Some officials also fear that the West is pouring so much money into Afghanistan (many times more than the country’s total gross national product) that Karzai and his cronies—who are getting rich from their slices of development contracts and economic aid—would actually prefer that the war never end.

To say the least, this is a morbid situation.

If for whatever reason President Obama wants to draw down more troops than his military commanders recommend, that is his right as commander-in-chief. But it would be dishonest to justify such a move by claiming that the strategy is working, and therefore we can afford to make deeper troop cuts than expected. The thing is, we’re not doing that fine. The insurgents are not so weak, and the Afghan army is not so strong, that the Taliban couldn’t reoccupy large areas of land if the United States suddenly pulled out in large numbers.
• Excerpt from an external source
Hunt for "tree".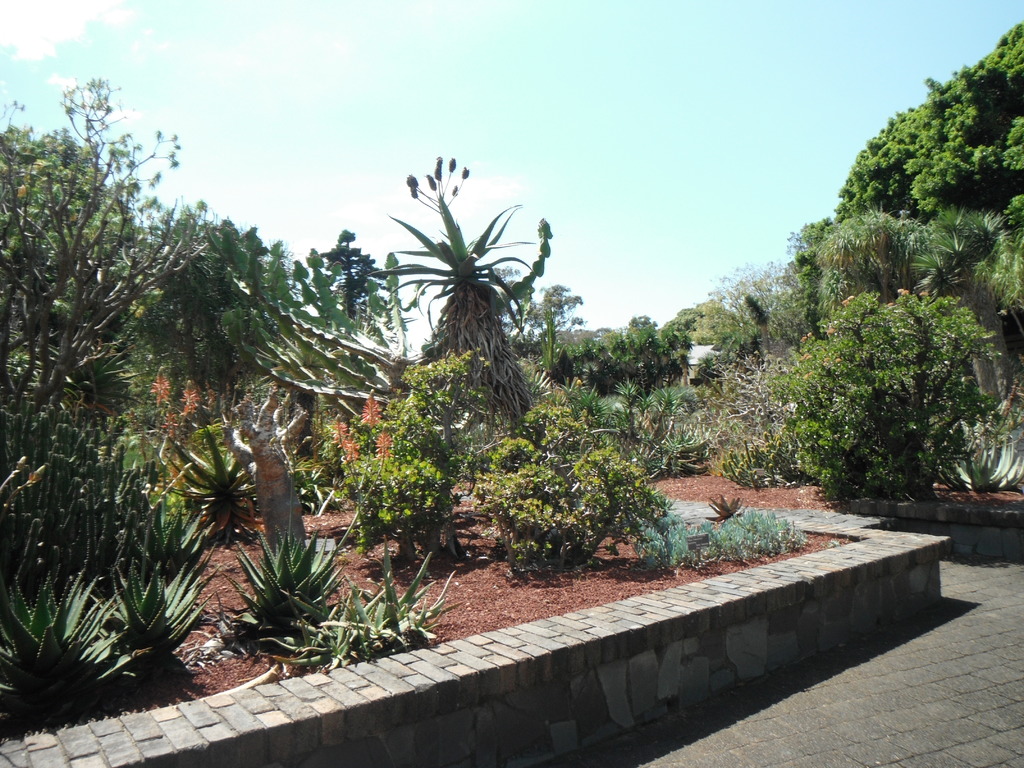
Hunted down at region(700, 262, 773, 352).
It would be more honest to claim that, under the circumstances, the strategy itself needs a course correction.

The alternative course would be to follow what is likely to be the military’s advice and withdraw only a few thousand troops—but, at the same time, to issue stern warnings to Karzai (quietly, behind the scenes) that this really is his last chance to do what he needs to do to build an effective government that can keep insurgencies at bay over the long haul.
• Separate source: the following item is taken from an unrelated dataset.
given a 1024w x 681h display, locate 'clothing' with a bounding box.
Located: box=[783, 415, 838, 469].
Two new factors improve the chances that a good cop/bad cop plan might actually work this time around. First, the Senate is about to confirm Ryan Crocker as the new U.S. ambassador to Kabul. Crocker is a shrewd, experienced diplomat (he was ambassador to Baghdad during Petraeus’ time as commander in Iraq), and he has had experience in Afghanistan, as well. Karzai is likely to view him as a welcome replacement to Karl Eikenberry, who did little to disguise his distaste for Karzai. (Perhaps Eikenberry was right, but it may not be the best approach for an ambassador.)

Second, before the 2010 elections, a Democratic president would have faced no problem getting war funding from Congress: Nearly all Republicans would support him because they were hawks; enough Democrats would go along out of party loyalty. This is no longer true. Enough Democrats are tiring of the war, and enough Republicans are Tea Party libertarians that continued funding really is in jeopardy.

There is an opportunity here, perhaps the last opportunity, for the Obama administration to use the combination of tactical military gains, fresh diplomatic leadership, and serious fiscal threats from Congress—an array of “sticks and carrots” more plentiful than any available in this war up until now—as leverage to squeeze some major concessions from Karzai, to get him to adopt the reforms without which this war is a lost cause.